But I Know What I Like
Painting is the branch of the arts in which I feel the sharpest division between what I admire and what I respond to emotionally. For example: I admire the mastery, the skillful re-creation of reality of the painting Ivy Bridge by J. M. W. Turner, and God knows I could never duplicate it. But, honestly, it leaves me cold.
Likewise: Titian, Caravaggio, John Constable – I admire them all, and for the same reasons, but I wouldn’t make a special trip to see their paintings. No, the works that stir me tend to combine simple forms with vivid color, to eschew photograph-like realism — the trompe l’oeil style — in favor of bolder statements. At the same time, I generally require some element of representation — exceptions to this rule being the work of Kandinsky and Pollock. (I feel about abstract and, particularly, conceptual art the way Robert Frost felt about free verse, I guess — that it’s like tennis without a net.) I suppose that is what I aimed for with my own paintings on this blog.
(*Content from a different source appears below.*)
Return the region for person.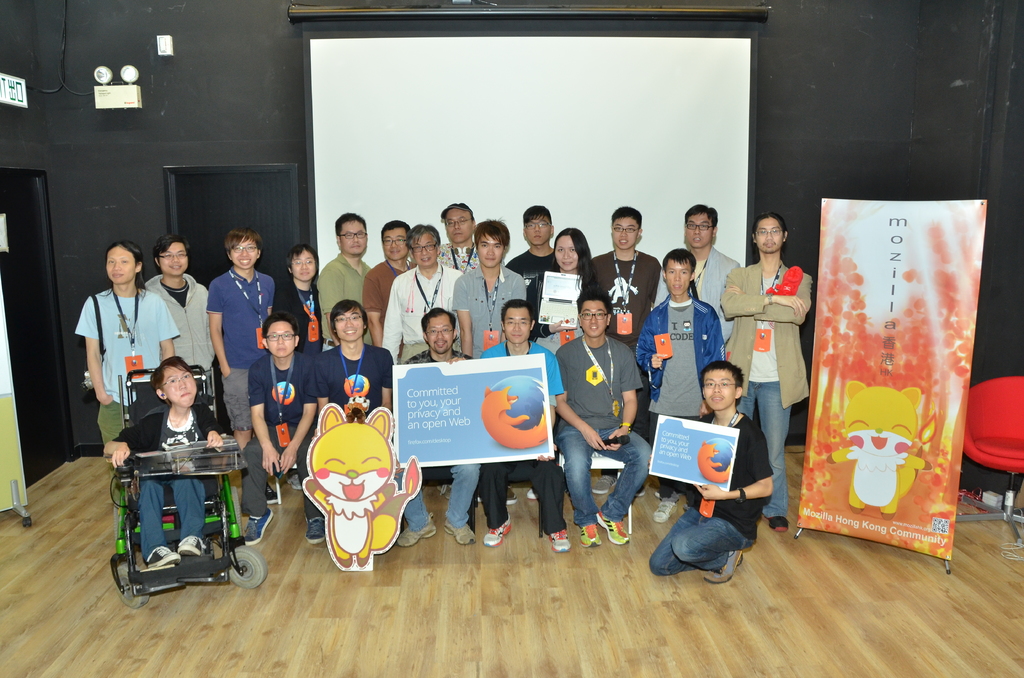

The painters I respond to, then, tend to be Impressionists and — especially — post-Impressionists: Picasso, Matisse. And check out this 1919 painting by Kees Van Dongen, titled The Corn Poppy. Or Matisse’s Nono Lebasque, from 1908, and Laurette in a Green Robe, from 1916.
Maybe what I like — this is just a theory — is that these works allow me to form a partnership with the artists, in a way that conceptual art is supposed to but never does. With conceptual art I feel I am doing all the work (there are some pieces that truly make me feel as if the artists have done none). With a work by Turner or Vermeer, there is nothing for me to do but marvel. But viewing a work like Laurette, armed with Matisse’s bold impressions of this woman, I can imagine her in full myself — I feel on my own that I know her, or at least know something about her.
Who’s with me? Or would you like to defend the artists so summarily dismissed above?
Tell Cliff!



2 Responses to “But I Know What I Like”
But of course one can play tennis without a net, Cliff. Do you really think what we have come to call tennis sprang fully-formed with net, ball boys, and bratty superstars, from the mind of some supernatural Gamemaker? I believe the point of such art is to force us to go back in time to the moment before art acquired its similarly codified trappings. You may say that such work is “pre-art” but I caution you that contemporary viewers of Picasso and Mattisse had the same objection.
A worthy defense, Georges, and an interesting theory of conceptual art. I can’t help feeling, though, that when a work of art needs a position paper beside it in order to be understood or even enjoyed, something essential has been lost. And how many times does the point about the codefied trappings need to be made?